“Images are what interest me, not photos — it’s not quite the same thing. What’s more, I still don’t own a camera. The medium is of little importance — be it a pencil and paper, a stills camera or a video camera, it’s all the same to me. What counts is the final image.” -Jean Baptiste Mondino

That quote summarizes how Jean Baptiste Mondino works. Everything is about the image, the finished result. The prolific image-maker has worked for major fashion magazines and houses, made music videos for major artists and commercials for fashion houses.

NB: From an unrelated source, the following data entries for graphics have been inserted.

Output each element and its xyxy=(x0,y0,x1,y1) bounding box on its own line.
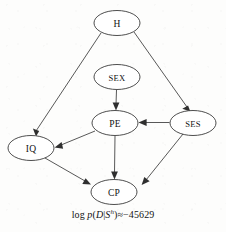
edge-h-to-iq xyxy=(33,33,101,137)
node-pe[interactable]: PE xyxy=(92,111,138,136)
edge-sex-to-pe xyxy=(113,90,120,111)
node-iq[interactable]: IQ xyxy=(8,136,54,161)
node-sex[interactable]: SEX xyxy=(94,65,140,90)
node-sex-label: SEX xyxy=(108,73,126,83)
node-cp[interactable]: CP xyxy=(91,180,137,205)
node-cp-label: CP xyxy=(108,188,120,198)
edge-ses-to-pe xyxy=(139,119,170,126)
node-h-label: H xyxy=(113,19,120,29)
edge-ses-to-cp xyxy=(142,134,183,185)
node-ses-label: SES xyxy=(185,119,201,129)
node-pe-label: PE xyxy=(109,119,121,129)
figure-caption: log p(D|Sh)≈−45629 xyxy=(0,208,226,220)
dag-graph: H SEX PE SES IQ CP xyxy=(0,0,226,208)
node-h[interactable]: H xyxy=(94,11,140,36)
node-ses[interactable]: SES xyxy=(170,111,216,136)
node-iq-label: IQ xyxy=(26,144,37,154)
figure-root: H SEX PE SES IQ CP log p(D|Sh)≈−45629 xyxy=(0,0,226,232)
caption-value: −45629 xyxy=(123,209,154,220)
edge-iq-to-cp xyxy=(45,158,91,185)
edge-h-to-ses xyxy=(134,32,190,112)
caption-log-token: log xyxy=(72,209,85,220)
edge-pe-to-iq xyxy=(55,131,95,149)
edge-pe-to-cp xyxy=(111,136,118,180)
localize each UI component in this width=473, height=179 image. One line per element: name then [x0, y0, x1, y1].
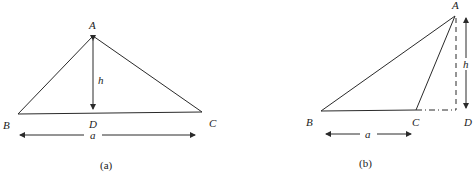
figure-a: A B C D h a (a) — [3, 19, 217, 172]
vertex-label-b: B — [3, 119, 10, 131]
figure-b: A B C D h a (b) — [306, 0, 472, 170]
triangle-diagrams: A B C D h a (a) A B C D h a (b) — [0, 0, 473, 179]
vertex-label-c: C — [209, 117, 217, 129]
caption-a: (a) — [100, 159, 113, 172]
vertex-label-d: D — [463, 116, 472, 128]
vertex-label-a: A — [451, 0, 459, 11]
base-label: a — [90, 129, 96, 141]
height-label: h — [98, 74, 104, 86]
triangle-abc-a — [18, 36, 202, 114]
vertex-label-b: B — [306, 116, 313, 128]
caption-b: (b) — [359, 157, 372, 170]
vertex-label-a: A — [88, 19, 96, 31]
vertex-label-c: C — [412, 116, 420, 128]
base-label: a — [365, 128, 371, 140]
height-label: h — [463, 58, 469, 70]
triangle-abc-b — [321, 16, 455, 111]
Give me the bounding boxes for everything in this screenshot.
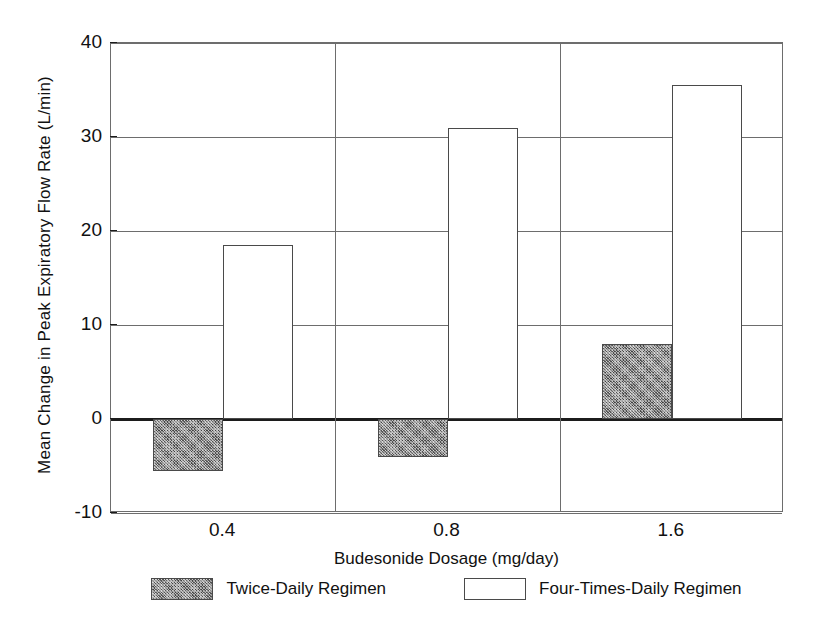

A completely different profession

When Jean Baptiste Mondino found photography, it was very different. A friend got him a paid internship at ad and public relations agency Publicis. He designed layouts for ads. He spoke for English photographers who came to France to show their work.

“Whenever an English illustrator or photographer came over to show their portfolio, they always asked me to be present because I spoke perfect Cockney whereas they all stuttered away in bad Franglais,” he said.

SX-70 — original iPhone and Instagram

Mondino did not work as the other well-known shooters. He said, ” … the photographers at the time — Avedon, Penn, Guy Bourdin, David Bailey — all had their own studios and labs where they developed their own rolls of film and made their own prints. Which wasn’t at all my case. So I started out using a Polaroid — they’d just launched the SX-70 — which was a miracle, and which allowed me to train my eye in the same way people today do so with their iPhone and Instagram.”

Style evolution

Jean Baptiste Mondino had not seen the work of Helmut Newton or Guy Bourdin. His style and vision evolved from the girls his age. “For me, a girl of my generation was more likely to have short hair or to shave her head, because I hung out with punks in London and with the whole gang at the Palace in Paris and saw what the generation to come would be like.” He continued saying, “I felt — and I still do — a certain tenderness for women who are a bit rock chick and androgynous, which photographers who preceded me didn’t seem to feel, however good their work was. I was fresh — youth has that strength, it takes what’s been done and regurgitates it naively but with passion.”

Mondino got involved in filmmaking at M6 and MTV which gave him the opportunity to work with shooting and editing film. He notes that advertising jobs taught him art direction. He worked with John Paul Gaultier creating perfume ads.

He said, “For years, couture houses like Patou or Yves Saint Laurent would only bring out a perfume every 10 years. With Calvin Klein came the explosion — just by selling a few pairs of men’s briefs he managed to revolutionize the perfume industry, and the old model went up in smoke. All of a sudden perfume was democratized in a way it hadn’t been before.”

He said in a Numero article, “I knew Jean Paul, of course, I’d done photos for him, and we were given extraordinary freedom when we made that ad. The perfume had been entirely designed — scent, bottle, packaging, art direction — by Jean-Paul himself. Everyone was worried about the launch, except him and me. And they were all wrong, the perfume was extremely successful.”

Commercials

The 2014 J’adore Dior ad directed by Mondino and starring Charlize Theron showcases his vision for elegant and sensuous storytelling.

Music videos

Beyond his work in creating music videos for Prince, Bryan Ferry, Tom Waits, Madonna, David Bowie and others, he won big at the MTV Music Video Awards. He garnered Video of the Year, Best Direction, Best Art Direction and Best Cinematography for Don Henley’s “The Boys of Summer.”

Sources: Numero, Vman, Jean Baptiste Mondino.

More stories about inspirational photographers and their work are in On Photography.